McAllen is not rural; it is the largest city in Hidalgo County, which is metropolitan.  But the greatest impact of the law closing the McAllen and Beaumont clinics will be on rural women in south Texas, who previously relied on the McAllen, Beaumont, and Harlingen clinics.  They will now have to travel farther than ever to secure an abortion.  Here is an excerpt from Manny Fernandez's story that gestures to the law's impact on rural women:  
In McAllen, the shuttering of the city’s only abortion clinic has increased the costs, the time and the travel distance for women seeking abortions. Women have been making a roughly four-hour, 240-mile trip to San Antonio or a five-hour, 310-mile trip to Austin to get abortions. There had been only two clinics that performed abortions in the Rio Grande Valley, but by the end of the day Thursday there were none. The other one in nearby Harlingen closed days ago. 
Activity at the McAllen clinic had slowed recently. It stopped performing abortions last year after parts of the law went into effect.
The story closes with the poignant anecdote of a young woman who said she expected most women in the Rio Grande Valley would travel to Mexico for an abortion pill--a drug called misoprostol (brand-name Cytotec)--rather than to San Antonio.  
Honestly, I think they’ll go south of the border, if they have to.  It’s cheaper and it’s closer. To go to San Antonio is so much more of a hassle and costs a lot more.
The woman had recently traveled to San Antonio for an abortion, leaving at 3 am and arriving at the clinic at 8 am.  She had to wait the entire day to be seen even though she had an appointment.  Fernandez explains the delay:
The San Antonio clinic, it turned out, was packed with patients from the Rio Grande Valley area.  

Tuesday, March 4, 2014

Literary Ruralism (Part VII): Toni Morrison's Paradise

I began reading Paradise (1998) last week, and the very first line grabbed my attention as a vivid expression of the legal relevance of rural spatiality.  That opening paragraph establishes the setting in rural Oklahoma, outside the fictional town of Ruby.  It also establishes the significance of that setting to the crime being described:  the perpetrators act under cover of rurality, without fear of discovery.
They shoot the white girl first. With the rest they can take their time. No need to hurry out here. They are seventeen miles from a town which has ninety miles between it and any other.
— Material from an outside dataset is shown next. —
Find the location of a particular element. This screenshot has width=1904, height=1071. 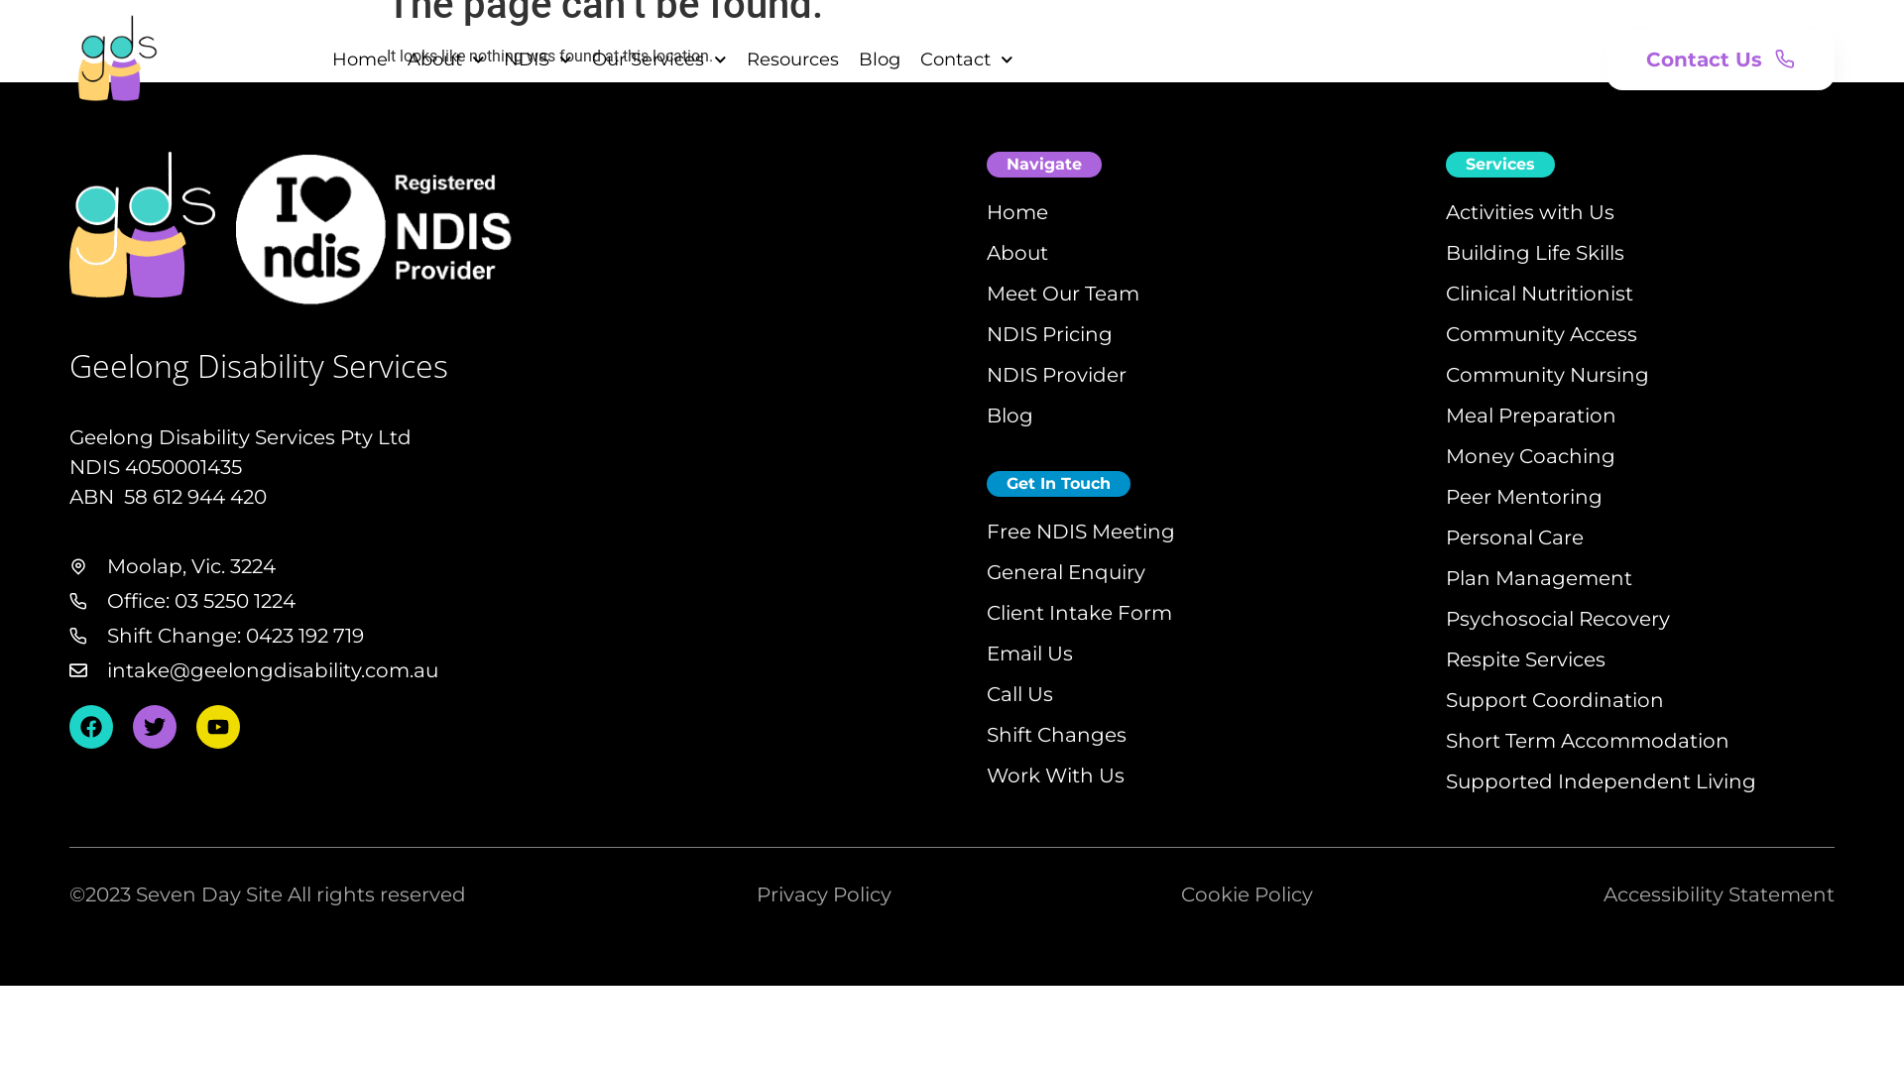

Hiding places will be plentiful in the Convent, but there is time and the day has just begun. (p. 3)
Ten pages later we get a description of another crime, along with another depiction of how rural spatiality conceals:
More men came out, and more.  Their guns are not pointing at anything, just held slackly against their thighs.  Twenty men; now twenty-five.  Circling the circling cars.  Ninety miles from the nearest O for operator and ninety from the nearest badge.  If the day had been dry, the dust spuming behind the tires would have discolored them all.  As it was, just a little gravel kicked up in the tread they left behind.  (p. 13)
I have theorized this relationship between space and rural spatiality here.

Sunday, March 2, 2014

Another ag gag law, this one in Idaho

Here is an excerpt from NPR's report by Bill Chappell:
Idaho's Gov. C.L. "Butch" Otter has signed a bill that criminalizes the act of secretly filming animal abuse at agricultural facilities. The move comes days after the state's legislature approved the measure. 
"Otter, a rancher, said the measure promoted by the dairy industry 'is about agriculture producers being secure in their property and their livelihood,'" according to the AP
Under the law signed today, anyone caught making secret video recordings of agricultural operations could face a year in jail and a $5,000 fine. The legislation refers to "the crime of interference with agricultural production." 
Idaho is one of at least 10 states that have taken up so-called "ag gag" legislation after "videos revealing apparent cruel treatment of farm animals went viral" in recent years, as Kathleen Masterson reported for NPR in 2012.